Operation: Outer Space eBook

Murray Leinster
This eBook from the Gutenberg Project consists of approximately 230 pages of information about Operation.

Operation: Outer Space eBook

Murray Leinster
This eBook from the Gutenberg Project consists of approximately 230 pages of information about Operation.

“Quit it!  I’ve already been realizing how little I know about the things we’re going to need to survive!  Let me fool myself about masculine strength, anyhow!”

She smiled at him, a very little.  But she went obediently to the fire to experiment with cookery of the one palatable variety of fruit from this planet’s trees.  He drove himself to bring more wood than before.  When he settled down she said absorbedly: 

“Try this, Jed.”

Then she flushed hotly because she’d inadvertently used his familiar name.  But she extended something that was toasted and not too much burned.  He ate, with weariness sweeping over him like a wave.  The cooked fruit was almost a normal food, but it did need salt.  There would be trouble finding salt on this planet.  The water that should be in the seas was frozen in the glaciers.  Salt would not have been leached out of the soil and gathered in the seas.  It would be a serious problem.  But Cochrane was very tired indeed.

“I’ll take the first two hours,” said Babs briskly.  “Then I’ll wake you.”

He showed her how to use the weapon.  He meant to let himself drift quietly off to sleep, acting as if he had a little trouble going off.  But he didn’t.  He lay down, and the next thing he knew Babs was shaking him violently.  In the first dazed instant when he opened his eyes he thought they were surrounded by forest fire.  But it wasn’t that.  It was dawn, and Babs had let him sleep the whole night through, and the sky was golden-yellow from one horizon to the other.  More, he heard the now-familiar cries of creatures in the forest.  But also he heard a roaring sound, very thin and far away, which could only be one thing.

“Jed!  Jed!  Get up!  Quick!  The ship’s coming back!  The ship!  We’ve got to move!”

She dragged him to his feet.  He was suddenly wide-awake.  He ran with her.  He flung back his head and stared up as he ran.  There was a pin-point of flame and vapor almost directly overhead.  It grew swiftly in size.  It plunged downward.

They reached the surrounding forest and plunged into it.  Babs stumbled, and Cochrane caught her, and they ran onward hand in hand to get clear away from the down-blast of the rockets.  The rocket-roaring grew louder and louder.

The castaways gazed.  It was the ship.  From below, fierce flames poured down, blue-white and raging.  The silver hull slanted a little.  It shifted its line of descent.  It came down with a peculiar deftness of handling that Cochrane had not realized before.  Its rockets splashed, but the flame did not extend out to the edge of the clearing that had been burned off at first.  The rocket-flames, indeed, did not approach the proportion to be seen on rockets on film-tape, or as Cochrane had seen below the moon-rocket descending on Earth.

The ship settled within yards of its original landing-place.  Its rockets dwindled, but remained burning.  They dwindled again.  The noise was outrageous, but still not the intolerable tumult of a moon-rocket landing on Earth.

Copyrights
Project Gutenberg
Operation: Outer Space from Project Gutenberg. Public domain.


PROBLEM: Apart from the pictures, write out all the records exactly.

SUPPLIED INFORMATION:

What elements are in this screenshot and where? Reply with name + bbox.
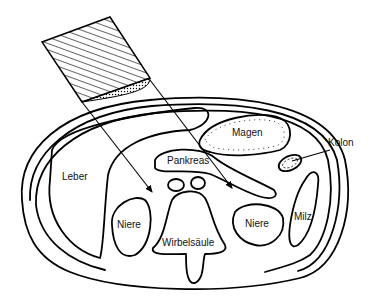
label-colon: Kolon (328, 137, 354, 148)
label-stomach: Magen (232, 127, 263, 138)
label-spleen: Milz (294, 211, 312, 222)
label-spine: Wirbelsäule (162, 237, 215, 248)
vessel-right (191, 177, 205, 189)
cross-section-diagram: Leber Magen Kolon Pankreas Wirbelsäule N… (0, 0, 371, 298)
spleen (289, 172, 318, 246)
label-kidney-right: Niere (245, 218, 269, 229)
label-liver: Leber (62, 171, 88, 182)
label-kidney-left: Niere (117, 219, 141, 230)
vessel-left (168, 179, 184, 191)
label-pancreas: Pankreas (167, 155, 209, 166)
colon (276, 152, 304, 175)
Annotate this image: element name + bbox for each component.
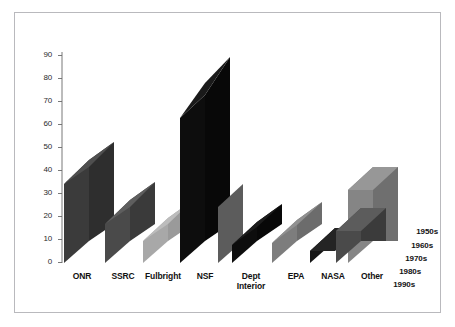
y-tick-label: 20 xyxy=(30,212,52,220)
bar-other-1980s xyxy=(336,208,386,263)
y-tick-label: 80 xyxy=(30,74,52,82)
x-category-label-epa: EPA xyxy=(276,272,316,282)
y-tick-label: 40 xyxy=(30,166,52,174)
legend-item-1980s: 1980s xyxy=(381,267,421,276)
x-category-label-dept-interior: Dept Interior xyxy=(227,272,275,291)
x-category-label-fulbright: Fulbright xyxy=(137,272,189,282)
figure: 90 80 70 60 50 40 30 20 10 0 ONR SSRC Fu… xyxy=(0,0,455,327)
y-tick-label: 10 xyxy=(30,235,52,243)
y-tick-label: 30 xyxy=(30,189,52,197)
x-category-label-onr: ONR xyxy=(62,272,102,282)
x-category-label-dept-interior-line1: Dept xyxy=(242,271,261,281)
y-tick-label: 60 xyxy=(30,120,52,128)
y-axis-ticks xyxy=(58,56,62,263)
x-category-label-nsf: NSF xyxy=(185,272,225,282)
x-category-label-dept-interior-line2: Interior xyxy=(237,281,265,291)
y-tick-label: 50 xyxy=(30,143,52,151)
legend-item-1990s: 1990s xyxy=(375,280,415,289)
x-category-label-nasa: NASA xyxy=(312,272,354,282)
legend-item-1950s: 1950s xyxy=(398,227,438,236)
y-tick-label: 0 xyxy=(30,258,52,266)
y-tick-label: 90 xyxy=(30,51,52,59)
legend-item-1970s: 1970s xyxy=(387,254,427,263)
legend-item-1960s: 1960s xyxy=(393,241,433,250)
y-tick-label: 70 xyxy=(30,97,52,105)
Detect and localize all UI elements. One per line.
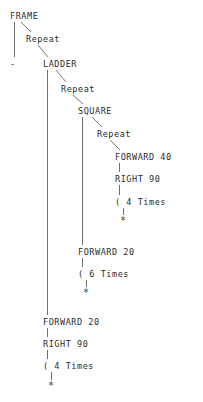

ANSWER SECTION:
What elements are in this screenshot and where? Reply with name + bbox.
label-colon: Kolon (328, 137, 354, 148)
label-stomach: Magen (232, 127, 263, 138)
label-spleen: Milz (294, 211, 312, 222)
label-spine: Wirbelsäule (162, 237, 215, 248)
vessel-right (191, 177, 205, 189)
cross-section-diagram: Leber Magen Kolon Pankreas Wirbelsäule N… (0, 0, 371, 298)
spleen (289, 172, 318, 246)
label-kidney-right: Niere (245, 218, 269, 229)
label-liver: Leber (62, 171, 88, 182)
label-kidney-left: Niere (117, 219, 141, 230)
vessel-left (168, 179, 184, 191)
label-pancreas: Pankreas (167, 155, 209, 166)
colon (276, 152, 304, 175)
Annotate this image: element name + bbox for each component.
y-tick-label: 20 xyxy=(30,212,52,220)
bar-other-1980s xyxy=(336,208,386,263)
y-tick-label: 80 xyxy=(30,74,52,82)
x-category-label-epa: EPA xyxy=(276,272,316,282)
y-tick-label: 40 xyxy=(30,166,52,174)
legend-item-1980s: 1980s xyxy=(381,267,421,276)
x-category-label-dept-interior: Dept Interior xyxy=(227,272,275,291)
x-category-label-fulbright: Fulbright xyxy=(137,272,189,282)
figure: 90 80 70 60 50 40 30 20 10 0 ONR SSRC Fu… xyxy=(0,0,455,327)
y-tick-label: 10 xyxy=(30,235,52,243)
y-tick-label: 30 xyxy=(30,189,52,197)
x-category-label-onr: ONR xyxy=(62,272,102,282)
x-category-label-dept-interior-line1: Dept xyxy=(242,271,261,281)
y-tick-label: 60 xyxy=(30,120,52,128)
y-axis-ticks xyxy=(58,56,62,263)
x-category-label-nsf: NSF xyxy=(185,272,225,282)
x-category-label-dept-interior-line2: Interior xyxy=(237,281,265,291)
y-tick-label: 50 xyxy=(30,143,52,151)
legend-item-1990s: 1990s xyxy=(375,280,415,289)
x-category-label-nasa: NASA xyxy=(312,272,354,282)
legend-item-1950s: 1950s xyxy=(398,227,438,236)
y-tick-label: 0 xyxy=(30,258,52,266)
y-tick-label: 90 xyxy=(30,51,52,59)
legend-item-1970s: 1970s xyxy=(387,254,427,263)
legend-item-1960s: 1960s xyxy=(393,241,433,250)
y-tick-label: 70 xyxy=(30,97,52,105)
Detect and localize all UI elements. One per line.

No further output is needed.